Don't look at somebody else, don't look at the ministers. If
you were given all that, you would do the same thing. So,
politically, you are striving to become somebody, you are expanding
yourself, are you not? Therefore, you are creating conflict,
there is no denial, there is no abnegation of the `me'. On the
contrary, there is accentuation of the `me'. The same process
goes on in your relationship with things, which is ownership of
property, and again in the religion that you follow. There is
no meaning in what you are doing, in your religious practices.
You just believe, you cling to labels, words. If you observe,
you will see that there too there is no freedom from the
consciousness of the `me' as the centre.

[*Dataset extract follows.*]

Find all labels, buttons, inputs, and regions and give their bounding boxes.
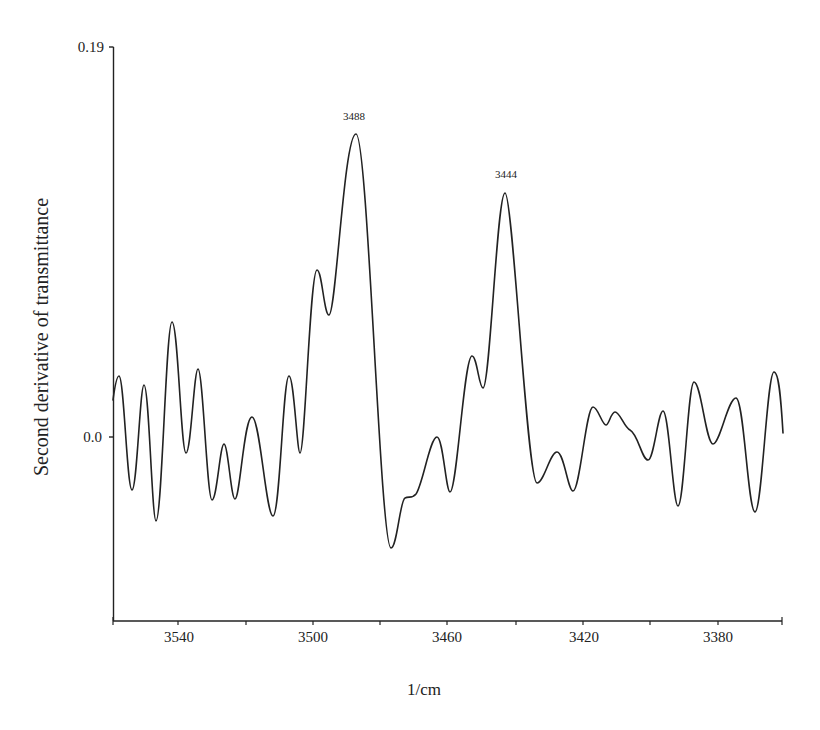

Though your religion
says, `Forget yourself', your very process is the assertion of
yourself, you are still the important entity. You may read the
Gita or the Bible, but you are still the minister, you are still the
exploiter, sucking the people and building temples.
So, in every field, in every activity, you are indulging and
emphasizing yourself, your importance, your prestige, your security.
Therefore, there is only one source of self-forgetfulness, which is sex,
and that is why the woman or the man becomes all-important to you, and why
you must possess. So, you build a society which enforces that
possession, guarantees you that possession; and naturally sex becomes the
all-important problem when everywhere else the self is the important
thing. And do you think, Sirs, that one can live in that state
without contradiction, without misery, without frustration? But when
there is honestly and sincerely no self-emphasis, whether in religion or
in social activity, then sex has very little meaning. It is because you
are afraid to be as nothing, politically, socially, religiously, that sex
becomes a problem; but if in all these things you allowed yourself to
diminish, to be the less, you would see that sex becomes no problem at
all.
There is chastity only when there is love. When there is love,
the problem of sex ceases; and without love, to pursue the ideal
of Brahmacharya is an absurdity, because the ideal
is unreal. The real is that which you are; and if
you don't understand your own mind, the workings of your
own mind, you will not understand sex, because sex is a
thing of the mind. The problem is not simple. It needs,
not mere habit-forming practices, but tremendous thought
and enquiry into your relationship with people, with
property and with ideas. Sir, it means you have to
undergo strenuous searching of your heart and mind,
thereby bringing a transformation within yourself. Love is
chaste; and when there is love, and not the mere idea of
chastity created by the mind, then sex has lost its
problem and has quite a different meaning.